Cis Women, You Can’t Support Trans Women And Push The Bathroom Predator Meme
I’ve had a neutral opinion about Roseanne Barr over the years but that may be about to change in a negative direction. She let fly with a series of transphobic tweets that makes me wonder if she went to Michfest this year. The transphobic Twitter exchange was driven by guess what, the bathroom issue. Kola Boof stuck her nose in the middle of this transphobic Twitter mess and unleashed a series of problematic tweets in support of Roseanne. Note to Kola and ‘errbody’ else: You cannot call yourself a supporter of trans women and pimp the demonstrably false bathroom predator meme at the same time. By doing so you, Roseanne and anyone else who pushes this meme is interpreted by trans women as you really don’t respect us and our femininity. It also causes trans women to question just how much of an ally to our community you really are.
The Source Summary reproduces the first 150 words of the source article unless a Collective editor has explicitly locked a replacement.
Why this article may matter
Community significance
“Cis Women, You Can’t Support Trans Women And Push The Bathroom Predator Meme” may matter to community readers because it preserves a first-person or testimonial account connected to community and organizing, while also engaging feminism and gender politics. Such accounts can document how an issue was understood and experienced from within the period or community being discussed.
Historical significance
As a publication record from 2012 at Transadvocate.com, “Cis Women, You Can’t Support Trans Women And Push The Bathroom Predator Meme” provides dated evidence of how community and organizing was being argued in relation to feminism and gender politics. Comparing it with earlier and later records can reveal changes in vocabulary, evidence, and emphasis.
Policy significance
The article’s strongest policy connection is public accommodations and facilities. It links that institutional frame to community and organizing and feminism and gender politics, making it potentially useful for tracing how an argument moves from description or history into law, regulation, administration, or public practice.

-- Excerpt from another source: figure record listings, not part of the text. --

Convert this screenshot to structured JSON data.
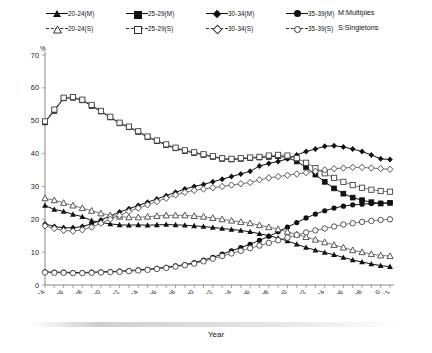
{
  "legend": {
    "rows": [
      [
        {
          "label": "20-24(M)",
          "marker": "triangle-filled",
          "style": "solid"
        },
        {
          "label": "25-29(M)",
          "marker": "square-filled",
          "style": "solid"
        },
        {
          "label": "30-34(M)",
          "marker": "diamond-filled",
          "style": "solid"
        },
        {
          "label": "35-39(M)",
          "marker": "circle-filled",
          "style": "solid"
        }
      ],
      [
        {
          "label": "20-24(S)",
          "marker": "triangle-hollow",
          "style": "dashed"
        },
        {
          "label": "25-29(S)",
          "marker": "square-hollow",
          "style": "dashed"
        },
        {
          "label": "30-34(S)",
          "marker": "diamond-hollow",
          "style": "dashed"
        },
        {
          "label": "35-39(S)",
          "marker": "circle-hollow",
          "style": "dashed"
        }
      ]
    ],
    "note_multiples": "M:Multiples",
    "note_singletons": "S:Singletons"
  },
  "chart_data": {
    "type": "line",
    "title": "",
    "xlabel": "Year",
    "ylabel": "%",
    "unit_symbol": "%",
    "xlim": [
      1974,
      2011
    ],
    "ylim": [
      0,
      70
    ],
    "ytick_step": 10,
    "yticks": [
      0,
      10,
      20,
      30,
      40,
      50,
      60,
      70
    ],
    "xticks": [
      1974,
      1976,
      1978,
      1980,
      1982,
      1984,
      1986,
      1988,
      1990,
      1992,
      1994,
      1996,
      1998,
      2000,
      2002,
      2004,
      2006,
      2008,
      2010,
      2011
    ],
    "grid": false,
    "legend_position": "top",
    "x": [
      1974,
      1975,
      1976,
      1977,
      1978,
      1979,
      1980,
      1981,
      1982,
      1983,
      1984,
      1985,
      1986,
      1987,
      1988,
      1989,
      1990,
      1991,
      1992,
      1993,
      1994,
      1995,
      1996,
      1997,
      1998,
      1999,
      2000,
      2001,
      2002,
      2003,
      2004,
      2005,
      2006,
      2007,
      2008,
      2009,
      2010,
      2011
    ],
    "series": [
      {
        "name": "20-24(M)",
        "marker": "triangle-filled",
        "style": "solid",
        "values": [
          24.2,
          23.0,
          22.4,
          21.5,
          20.8,
          19.6,
          19.0,
          18.6,
          18.3,
          18.2,
          18.3,
          18.2,
          18.3,
          18.4,
          18.3,
          18.2,
          18.0,
          17.8,
          17.5,
          17.2,
          16.9,
          16.6,
          16.2,
          15.6,
          15.0,
          14.3,
          13.4,
          12.4,
          11.4,
          10.6,
          9.9,
          9.2,
          8.4,
          7.6,
          7.0,
          6.4,
          5.9,
          5.6
        ]
      },
      {
        "name": "25-29(M)",
        "marker": "square-filled",
        "style": "solid",
        "values": [
          49.5,
          53.0,
          56.8,
          57.0,
          56.2,
          54.5,
          52.8,
          51.0,
          49.2,
          48.0,
          46.6,
          45.0,
          43.8,
          42.6,
          41.6,
          40.8,
          40.2,
          39.6,
          39.0,
          38.4,
          38.2,
          38.4,
          38.6,
          38.8,
          39.0,
          39.2,
          38.8,
          37.6,
          35.8,
          33.6,
          31.4,
          29.4,
          27.8,
          26.6,
          25.8,
          25.2,
          24.8,
          25.0
        ]
      },
      {
        "name": "30-34(M)",
        "marker": "diamond-filled",
        "style": "solid",
        "values": [
          18.6,
          17.8,
          17.4,
          17.4,
          17.8,
          18.6,
          19.8,
          21.0,
          22.2,
          23.2,
          24.2,
          25.2,
          26.2,
          27.2,
          28.2,
          29.2,
          30.0,
          30.6,
          31.4,
          32.2,
          33.0,
          33.8,
          34.6,
          36.2,
          37.0,
          37.6,
          38.4,
          39.6,
          40.6,
          41.4,
          42.2,
          42.4,
          42.0,
          41.4,
          40.6,
          39.6,
          38.4,
          38.2
        ]
      },
      {
        "name": "35-39(M)",
        "marker": "circle-filled",
        "style": "solid",
        "values": [
          4.0,
          3.9,
          3.9,
          3.8,
          3.8,
          3.9,
          4.0,
          4.1,
          4.2,
          4.4,
          4.6,
          4.8,
          5.1,
          5.4,
          5.8,
          6.2,
          6.8,
          7.6,
          8.4,
          9.4,
          10.4,
          11.4,
          12.4,
          13.6,
          14.8,
          16.2,
          17.6,
          19.0,
          20.4,
          21.6,
          22.6,
          23.4,
          24.0,
          24.4,
          24.6,
          24.8,
          24.9,
          25.0
        ]
      },
      {
        "name": "20-24(S)",
        "marker": "triangle-hollow",
        "style": "dashed",
        "values": [
          26.4,
          25.8,
          25.0,
          24.2,
          23.4,
          22.6,
          21.8,
          21.2,
          20.8,
          20.6,
          20.6,
          20.8,
          21.0,
          21.2,
          21.2,
          21.2,
          21.0,
          20.8,
          20.4,
          20.0,
          19.6,
          19.2,
          18.8,
          18.2,
          17.6,
          17.0,
          16.2,
          15.4,
          14.6,
          13.8,
          13.0,
          12.2,
          11.4,
          10.6,
          10.0,
          9.4,
          9.0,
          8.8
        ]
      },
      {
        "name": "25-29(S)",
        "marker": "square-hollow",
        "style": "dashed",
        "values": [
          49.8,
          53.4,
          57.0,
          57.2,
          56.4,
          54.8,
          53.0,
          51.2,
          49.4,
          48.2,
          46.8,
          45.2,
          44.0,
          42.8,
          41.8,
          41.0,
          40.4,
          39.8,
          39.2,
          38.6,
          38.4,
          38.6,
          38.8,
          39.0,
          39.4,
          39.6,
          39.4,
          38.6,
          37.2,
          35.6,
          34.0,
          32.6,
          31.4,
          30.4,
          29.6,
          29.0,
          28.6,
          28.4
        ]
      },
      {
        "name": "30-34(S)",
        "marker": "diamond-hollow",
        "style": "dashed",
        "values": [
          18.0,
          17.2,
          16.6,
          16.4,
          16.8,
          17.6,
          18.8,
          20.0,
          21.2,
          22.4,
          23.4,
          24.4,
          25.4,
          26.4,
          27.4,
          28.2,
          28.8,
          29.2,
          29.6,
          30.0,
          30.4,
          30.8,
          31.2,
          32.0,
          32.6,
          33.0,
          33.4,
          33.8,
          34.2,
          34.6,
          35.0,
          35.4,
          35.6,
          35.8,
          35.8,
          35.6,
          35.4,
          35.2
        ]
      },
      {
        "name": "35-39(S)",
        "marker": "circle-hollow",
        "style": "dashed",
        "values": [
          3.8,
          3.7,
          3.7,
          3.6,
          3.6,
          3.7,
          3.8,
          3.9,
          4.0,
          4.2,
          4.4,
          4.6,
          4.9,
          5.2,
          5.6,
          6.0,
          6.5,
          7.2,
          8.0,
          8.8,
          9.6,
          10.4,
          11.2,
          12.0,
          12.8,
          13.6,
          14.4,
          15.2,
          16.0,
          16.6,
          17.2,
          17.8,
          18.4,
          18.8,
          19.2,
          19.5,
          19.8,
          20.0
        ]
      }
    ]
  },
  "caption": ""
}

Ranked themes and framings
Rank 1 is the dominant inferred theme or framing. Parent labels identify broader theme families; the relationship diagram distinguishes sub-themes, siblings, overlap, and separate-but-related themes.
Themes
- 1Community and organizingTheme family: Identity, culture, and community100%
- 2Feminism and gender politicsTheme family: Power, ideology, and social conflict50%
- 3Public policy and governanceTheme family: Institutions, law, and public life30%
- 4Violence, safety, and dehumanizationTheme family: Power, ideology, and social conflict30%
- 5Science, evidence, and expertiseTheme family: Knowledge, history, and communication30%
Academic framing
- 1100%
Policy framing
- 1100%
Editorial function
Source topics
These classifications are inferred from article text and source metadata and remain directly editable. Relationship labels express corpus-analysis judgments, not immutable facts.

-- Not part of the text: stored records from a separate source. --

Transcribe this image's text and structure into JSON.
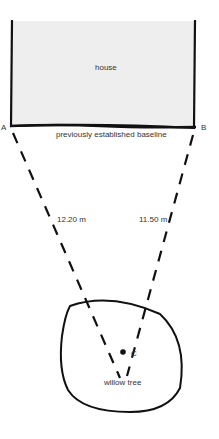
{
  "diagram": {
    "house": {
      "label": "house",
      "fill": "#eeeeee"
    },
    "baseline": {
      "label": "previously established baseline"
    },
    "points": {
      "a": "A",
      "b": "B",
      "c": "C"
    },
    "distances": {
      "ac": "12.20 m",
      "bc": "11.50 m"
    },
    "tree": {
      "label": "willow tree"
    }
  }
}
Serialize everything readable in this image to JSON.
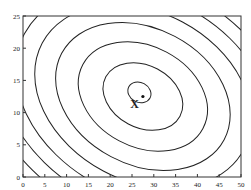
{
  "chart_data": {
    "type": "contour",
    "title": "",
    "xlabel": "",
    "ylabel": "",
    "xlim": [
      0,
      50
    ],
    "ylim": [
      0,
      25
    ],
    "x_ticks": [
      "0",
      "5",
      "10",
      "15",
      "20",
      "25",
      "30",
      "35",
      "40",
      "45",
      "50"
    ],
    "y_ticks": [
      "0",
      "5",
      "10",
      "15",
      "20",
      "25"
    ],
    "grid": false,
    "legend": null,
    "minimum_point": {
      "x": 27.5,
      "y": 12.5,
      "label": "X"
    },
    "contours": {
      "center": [
        27.5,
        12.5
      ],
      "shape": "concentric tilted ellipses (axis tilted down-right)",
      "count_visible": 12
    },
    "annotations": [
      {
        "text": "X",
        "x": 25.5,
        "y": 11.5
      }
    ]
  },
  "colors": {
    "line": "#222222",
    "background": "#ffffff"
  }
}
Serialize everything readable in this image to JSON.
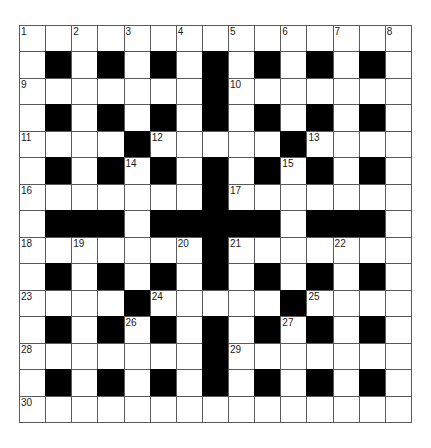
{
  "puzzle": {
    "rows": 15,
    "cols": 15,
    "colors": {
      "block": "#000000",
      "cell": "#ffffff",
      "gridline": "#5a5a5a",
      "number": "#1a1a1a"
    },
    "layout": [
      "...............",
      ".#.#.#.#.#.#.#.",
      ".......#.......",
      ".#.#.#.#.#.#.#.",
      "....#.....#....",
      ".#.#.#.#.#.#.#.",
      ".......#.......",
      ".###.#####.###.",
      ".......#.......",
      ".#.#.#.#.#.#.#.",
      "....#.....#....",
      ".#.#.#.#.#.#.#.",
      ".......#.......",
      ".#.#.#.#.#.#.#.",
      "..............."
    ],
    "numbers": [
      {
        "n": "1",
        "r": 0,
        "c": 0
      },
      {
        "n": "2",
        "r": 0,
        "c": 2
      },
      {
        "n": "3",
        "r": 0,
        "c": 4
      },
      {
        "n": "4",
        "r": 0,
        "c": 6
      },
      {
        "n": "5",
        "r": 0,
        "c": 8
      },
      {
        "n": "6",
        "r": 0,
        "c": 10
      },
      {
        "n": "7",
        "r": 0,
        "c": 12
      },
      {
        "n": "8",
        "r": 0,
        "c": 14
      },
      {
        "n": "9",
        "r": 2,
        "c": 0
      },
      {
        "n": "10",
        "r": 2,
        "c": 8
      },
      {
        "n": "11",
        "r": 4,
        "c": 0
      },
      {
        "n": "12",
        "r": 4,
        "c": 5
      },
      {
        "n": "13",
        "r": 4,
        "c": 11
      },
      {
        "n": "14",
        "r": 5,
        "c": 4
      },
      {
        "n": "15",
        "r": 5,
        "c": 10
      },
      {
        "n": "16",
        "r": 6,
        "c": 0
      },
      {
        "n": "17",
        "r": 6,
        "c": 8
      },
      {
        "n": "18",
        "r": 8,
        "c": 0
      },
      {
        "n": "19",
        "r": 8,
        "c": 2
      },
      {
        "n": "20",
        "r": 8,
        "c": 6
      },
      {
        "n": "21",
        "r": 8,
        "c": 8
      },
      {
        "n": "22",
        "r": 8,
        "c": 12
      },
      {
        "n": "23",
        "r": 10,
        "c": 0
      },
      {
        "n": "24",
        "r": 10,
        "c": 5
      },
      {
        "n": "25",
        "r": 10,
        "c": 11
      },
      {
        "n": "26",
        "r": 11,
        "c": 4
      },
      {
        "n": "27",
        "r": 11,
        "c": 10
      },
      {
        "n": "28",
        "r": 12,
        "c": 0
      },
      {
        "n": "29",
        "r": 12,
        "c": 8
      },
      {
        "n": "30",
        "r": 14,
        "c": 0
      }
    ]
  }
}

How “Community and organizing” appears across the Collective corpus
This article appeared 1 year(s) before the theme reached its highest annual presence in the registered corpus in 2013.
Relative presence by year
Peak year indexed to 100Presence by member publication
Frequently co-occurring concepts
- Transgender identity and history519
- Law and civil rights291
- Violence, safety, and dehumanization180
- Education and youth174
- Culture, identity, and representation172
- Media, rhetoric, and discourse166
- Feminism and gender politics161
- History, archives, and memory157
- Public policy and governance129
- Labor, economics, and institutions120
Academic framings in this topic
Policy framings in this topic
Values measure relative presence in the registered Collective corpus, not public search interest or public opinion.
Sources that reference this article
No individual inbound sources have been stored yet. Counts can still appear when a scholarly index supplies aggregate citation metadata.
Coverage combines internal Collective links, verified Webmentions, curated evidence, supported scholarly indexes, and optional public-web discovery. Search-result candidates remain visibly distinct from directly verified links and provider-confirmed citations. This is not an exhaustive index of the public web or of Google Scholar.
Author profiles and related researchers
Related authors in the Collective corpus
Related authors are calculated from co-authorship, shared themes and framings, and citation relationships in the registered corpus. This does not imply a personal or institutional association.